Lewis Sheridan Leary (grandfather) James Mercer Langston Hughes (February 1, 1901 [1] – May 22, 1967) was an American poet, social activist, novelist, playwright, and columnist from Joplin, Missouri. One of the earliest innovators of the literary art form called jazz poetry, Hughes is best known as a leader of the Harlem Renaissance.
Hart Crane's "C33" as published in Bruno's Weekly in 1917. : 28 Crane's first published work poem was "C33", which was published in the Greenwich journal Bruno's Weekly in 1917 : 75 in a feature entitled "Oscar Wilde: Poems in His Praise". : 22 The poem is named after Oscar Wilde's cell in The Ballad of Reading Gaol and his name appeared misspelled in print as "Harold H Crone". : 27 The style ...
from Songs of Joy and Others (1911) Davies returned to Britain, to a rough life largely in London shelters and doss-houses, including a Salvation Army hostel in Southwark known as "The Ark", which he grew to despise. Fearing the reaction of his fellow tramps to his writings, Davies would pretend to sleep, while composing his poems in his head, for later transcription in private. At one point ...
0-571-06665-8. OCLC. 4686783. Followed by. Door into the Dark. Death of a Naturalist (1966) is a collection of poems written by Seamus Heaney, who received the 1995 Nobel Prize in Literature. The collection was Heaney's first major published volume, and includes ideas that he had presented at meetings of The Belfast Group.

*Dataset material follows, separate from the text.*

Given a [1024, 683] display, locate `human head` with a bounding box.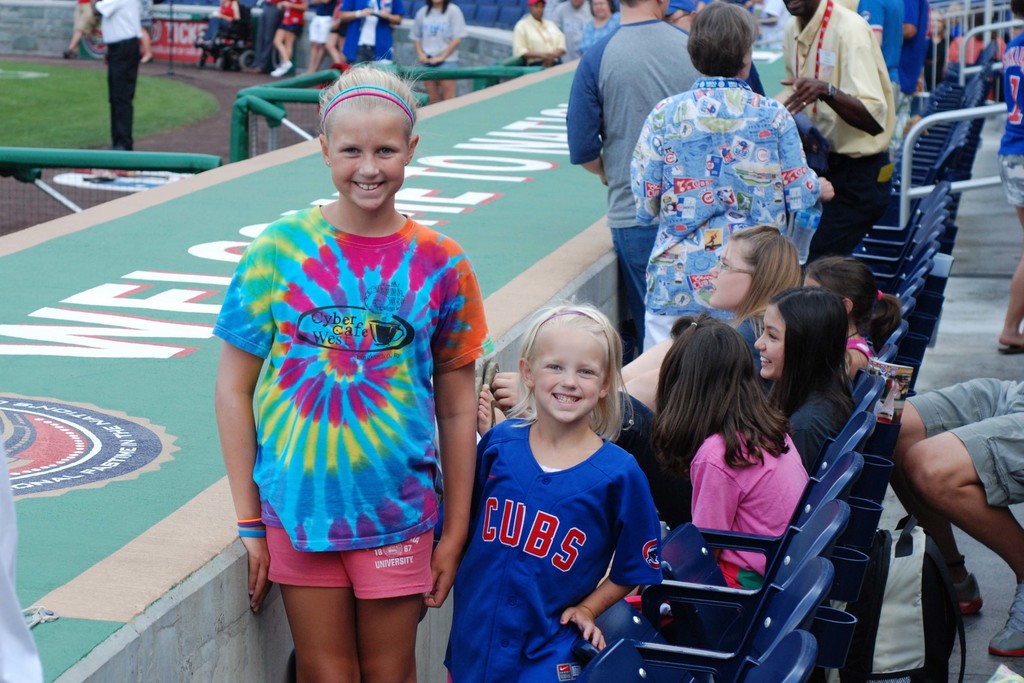
Located: 519, 299, 624, 425.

John Keats (31 October 1795 – 23 February 1821) was an English poet of the second generation of Romantic poets, along with Lord Byron and Percy Bysshe Shelley. His poems had been in publication for less than four years when he died of tuberculosis at the age of 25. They were indifferently received in his lifetime, but his fame grew rapidly ...
Elizabeth Barrett Browning (née Moulton-Barrett; 6 March 1806 – 29 June 1861) was an English poet of the Victorian era, popular in Britain and the United States during her lifetime and frequently anthologised after her death. Her work received renewed attention following the feminist scholarship of the 1970s and 1980s, and greater ...
"The Happiest Day", or "The Happiest Day, the Happiest Hour", is a six-quatrain poem. It was first published as part of Poe's first collection Tamerlane and Other Poems in 1827. Poe may have written it while serving in the army. The poem discusses a self-pitying loss of youth, though it was written when Poe was about 19.